Stage 3 — Postprocessing (Zisk only)

For --libc zisk, the linked ELF is fed through scripts/patch_elf.py with the following options:

--fix-init-array  --fix-tdata  --remove-eh  --trim-bss

Each pass is a small, self-contained ELF-header rewrite that fixes a concrete loader behaviour Zisk wouldn’t otherwise accept:

Pass What it does Why Zisk needs it
--fix-init-array Forces .init_array to SHT_PROGBITS, alignment 8 Otherwise the loader skips the section and module initialisers never run
--fix-tdata Adds ALLOC \| WRITE \| TLS flags, alignment ≥ 8 Without TLS bit the loader doesn’t include .tdata in the program header table; the TLS shim then sees zero bytes
--remove-eh Drops .dotnet_eh_table, .eh_frame_hdr, .eh_frame We never unwind; throwing trips __wrap_RhpThrowEx.
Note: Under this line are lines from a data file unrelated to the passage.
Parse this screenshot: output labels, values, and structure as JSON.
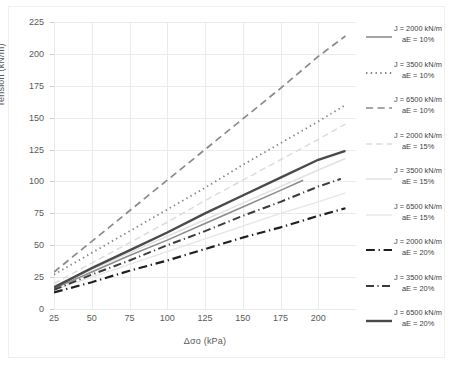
{
  "chart_data": {
    "type": "line",
    "title": "",
    "xlabel": "Δσo (kPa)",
    "ylabel": "Tension (kN/m)",
    "xlim": [
      25,
      225
    ],
    "ylim": [
      0,
      225
    ],
    "xticks": [
      25,
      50,
      75,
      100,
      125,
      150,
      175,
      200
    ],
    "yticks": [
      0,
      25,
      50,
      75,
      100,
      125,
      150,
      175,
      200,
      225
    ],
    "grid": true,
    "legend_position": "right",
    "series": [
      {
        "name": "J = 2000 kN/m aE = 10%",
        "label_line1": "J = 2000 kN/m",
        "label_line2": "aE = 10%",
        "style": "solid",
        "color": "#8c8c8c",
        "width": 1.6,
        "x": [
          25,
          50,
          75,
          100,
          125,
          150,
          175,
          190
        ],
        "y": [
          16,
          29,
          42,
          54,
          67,
          80,
          93,
          101
        ]
      },
      {
        "name": "J = 3500 kN/m aE = 10%",
        "label_line1": "J = 3500 kN/m",
        "label_line2": "aE = 10%",
        "style": "dotted",
        "color": "#808080",
        "width": 1.8,
        "x": [
          25,
          50,
          75,
          100,
          125,
          150,
          175,
          200,
          218
        ],
        "y": [
          27,
          44,
          61,
          78,
          95,
          113,
          130,
          147,
          160
        ]
      },
      {
        "name": "J = 6500 kN/m aE = 10%",
        "label_line1": "J = 6500 kN/m",
        "label_line2": "aE = 10%",
        "style": "dashed",
        "color": "#8a8a8a",
        "width": 1.7,
        "x": [
          25,
          50,
          75,
          100,
          125,
          150,
          175,
          200,
          218
        ],
        "y": [
          29,
          53,
          77,
          101,
          125,
          149,
          173,
          198,
          214
        ]
      },
      {
        "name": "J = 2000 kN/m aE = 15%",
        "label_line1": "J = 2000 kN/m",
        "label_line2": "aE = 15%",
        "style": "dashed",
        "color": "#dcdcdc",
        "width": 1.5,
        "x": [
          25,
          50,
          75,
          100,
          125,
          150,
          175,
          200,
          218
        ],
        "y": [
          20,
          36,
          52,
          68,
          85,
          101,
          117,
          133,
          145
        ]
      },
      {
        "name": "J = 3500 kN/m aE = 15%",
        "label_line1": "J = 3500 kN/m",
        "label_line2": "aE = 15%",
        "style": "solid",
        "color": "#e2e2e2",
        "width": 1.5,
        "x": [
          25,
          50,
          75,
          100,
          125,
          150,
          175,
          200,
          218
        ],
        "y": [
          18,
          31,
          44,
          57,
          70,
          83,
          96,
          109,
          118
        ]
      },
      {
        "name": "J = 6500 kN/m aE = 15%",
        "label_line1": "J = 6500 kN/m",
        "label_line2": "aE = 15%",
        "style": "solid",
        "color": "#e6e6e6",
        "width": 1.4,
        "x": [
          25,
          50,
          75,
          100,
          125,
          150,
          175,
          200,
          218
        ],
        "y": [
          15,
          25,
          35,
          45,
          55,
          65,
          75,
          84,
          91
        ]
      },
      {
        "name": "J = 2000 kN/m aE = 20%",
        "label_line1": "J = 2000 kN/m",
        "label_line2": "aE = 20%",
        "style": "dashdot",
        "color": "#1f1f1f",
        "width": 2.2,
        "x": [
          25,
          50,
          75,
          100,
          125,
          150,
          175,
          200,
          218
        ],
        "y": [
          13,
          21,
          30,
          38,
          47,
          56,
          64,
          73,
          79
        ]
      },
      {
        "name": "J = 3500 kN/m aE = 20%",
        "label_line1": "J = 3500 kN/m",
        "label_line2": "aE = 20%",
        "style": "dashdot",
        "color": "#3a3a3a",
        "width": 2.0,
        "x": [
          25,
          50,
          75,
          100,
          125,
          150,
          175,
          200,
          215
        ],
        "y": [
          15,
          27,
          38,
          50,
          61,
          73,
          84,
          96,
          102
        ]
      },
      {
        "name": "J = 6500 kN/m aE = 20%",
        "label_line1": "J = 6500 kN/m",
        "label_line2": "aE = 20%",
        "style": "solid",
        "color": "#4a4a4a",
        "width": 2.4,
        "x": [
          25,
          50,
          75,
          100,
          125,
          150,
          175,
          200,
          218
        ],
        "y": [
          17,
          32,
          46,
          60,
          75,
          89,
          103,
          117,
          124
        ]
      }
    ]
  },
  "axes": {
    "xlabel": "Δσo (kPa)",
    "ylabel": "Tension (kN/m)",
    "xticks": [
      "25",
      "50",
      "75",
      "100",
      "125",
      "150",
      "175",
      "200"
    ],
    "yticks": [
      "0",
      "25",
      "50",
      "75",
      "100",
      "125",
      "150",
      "175",
      "200",
      "225"
    ]
  }
}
The tables are large dead weight
--trim-bss Removes the .bss section header Linker scripts already provide explicit heap symbols; trimming .bss removes a region the prover would otherwise account for

For --libc zisk_sim the postprocessor is not run. The simulator target is meant to debug under GDB / QEMU on real hardware, where these loader quirks don’t apply.

Stage 4 — Boot

When the binary starts (real, simulated, or proven), the entry point is _start from modules/zkvm_zisk{,_sim}/module.S:

  1. Set gp to _global_pointer and sp to _init_stack_top (both provided by the linker script).
  2. Tail-call __libc_start_main(uBootstrap_main, 1, argv_vec, …).
  3. uBootstrap_main (in modules/ubootstrap/module.cpp) calls RhInitialize, registers the managed-code range, runs all module initialisers, then jumps into __managed__Main — i.e., the C# Main.

There is no kernel underneath any of this. Every syscall the runtime might make is either wrapped to a no-op, returned as a constant, or (in zisk_sim) routed to musl’s real implementation.